Labour leader Jeremy Corbyn faced calls to quit on Friday, after equivocation over Brexit and his limited personal appeal contributed to a collapse in traditional strongholds and what looks like his party's worst election defeat in 84 years.
An exit poll and early results showed Prime Minister Boris Johnson's Conservative Party were set for a resounding victory in Britain's election, allowing him to deliver Brexit on Jan. 31.
That leaves Labour, a 100-year-old party born out of the trade union movement, wrestling with what went wrong and what to do about it.
The exit poll showed voters had gone with Johnson's "Get Brexit Done" promise and pro-market philosophy and rejected left-wing veteran Corbyn, who had promised a second Brexit referendum and a radical expansion of the state.
Labour candidate Gareth Snell said he expected to lose his parliamentary seat in Stoke-on-Trent, a city once regarded as a Labour stronghold, and made clear that he wanted Corbyn to take responsibility for the party's poor performance.
Asked if it was time for Corbyn and his finance chief John McDonnell to go, Snell replied: "Yes".
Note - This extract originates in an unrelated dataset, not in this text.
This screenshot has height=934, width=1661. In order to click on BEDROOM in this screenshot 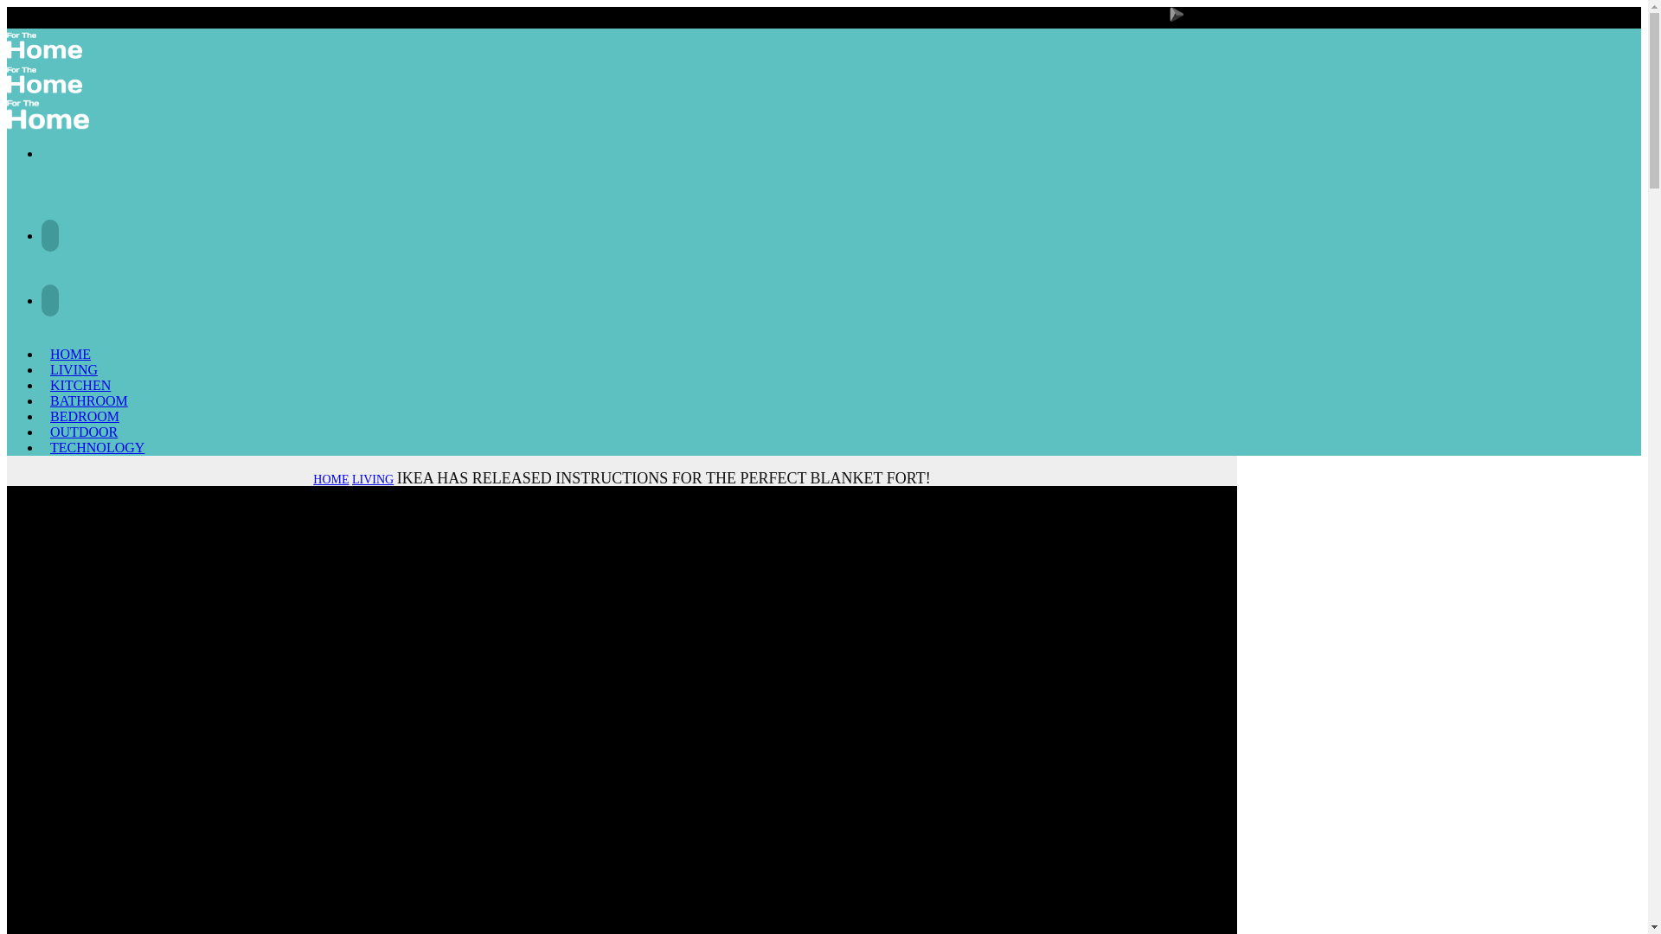, I will do `click(85, 417)`.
Corbyn, an avowed socialist who took control of the party after a bruising 2015 election defeat, has shifted Labour sharply away from the center ground that underpinned three Labour majority governments led by Tony Blair.
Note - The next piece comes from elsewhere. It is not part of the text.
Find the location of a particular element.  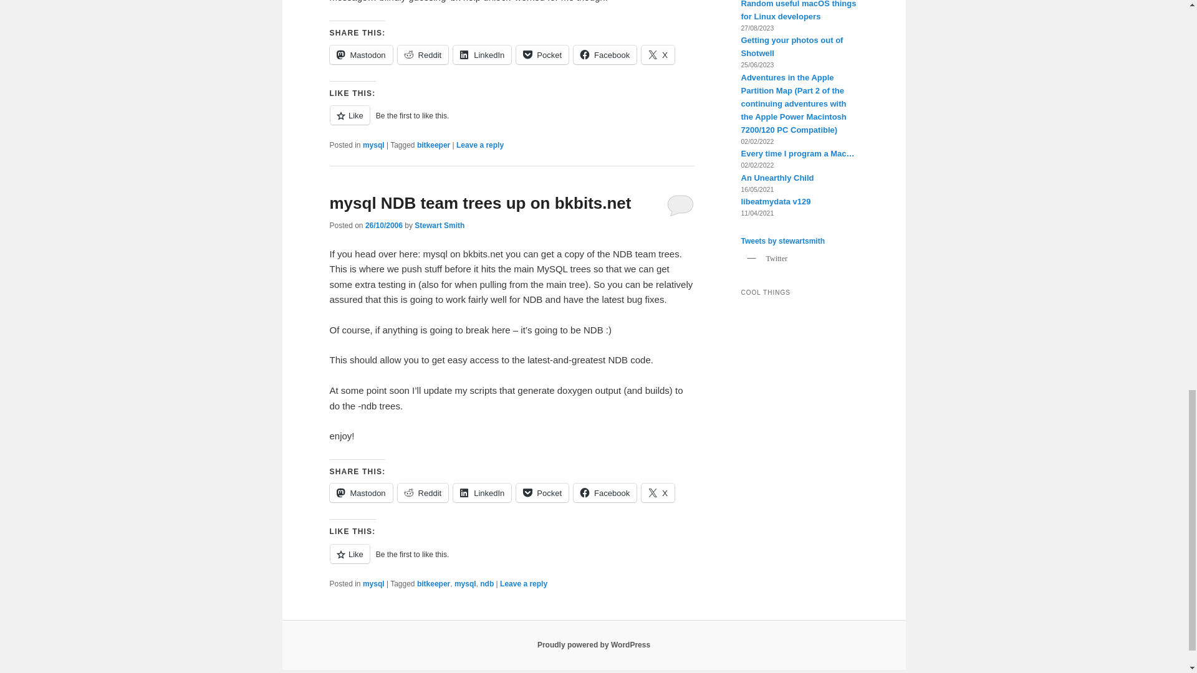

Click to share on Pocket is located at coordinates (542, 55).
During four years in charge, the 70-year-old has built an ultra-loyal support base, pushing centrist members to the fringes and creating an ideological schism that critics say has alienated many of its traditional working-class voters.
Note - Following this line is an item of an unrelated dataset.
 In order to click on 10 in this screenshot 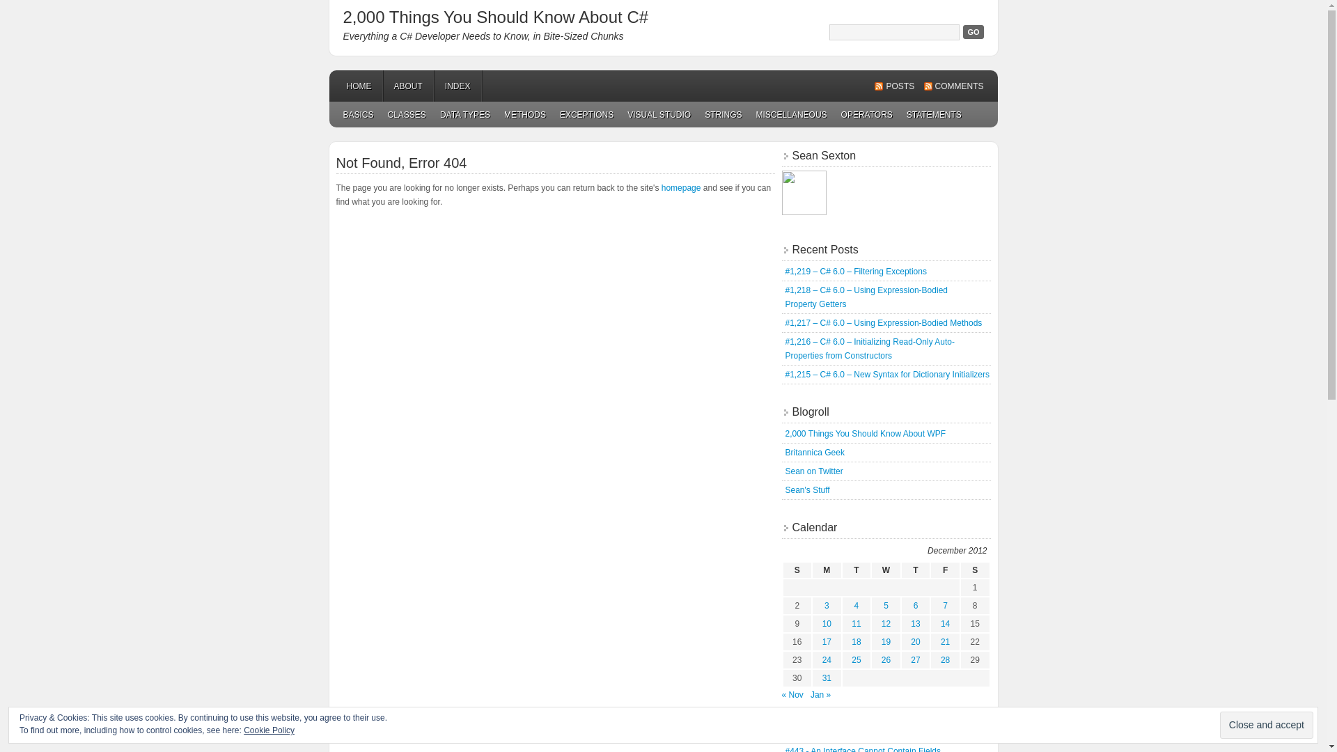, I will do `click(827, 624)`.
An ardent pro-Palestinian activist, he has also been accused of failing to address accusations of anti-Semitism among his supporters.
"Corbyn was a disaster on the doorstep ... everyone knew he couldn't lead the working class out of a paper bag," said Alan Johnson, who served as a senior minister under Blair.
Early results showed that Labour's heartlands in former industrial areas of central and northern England - areas that typically voted for Brexit - had swung towards Johnson's Conservatives.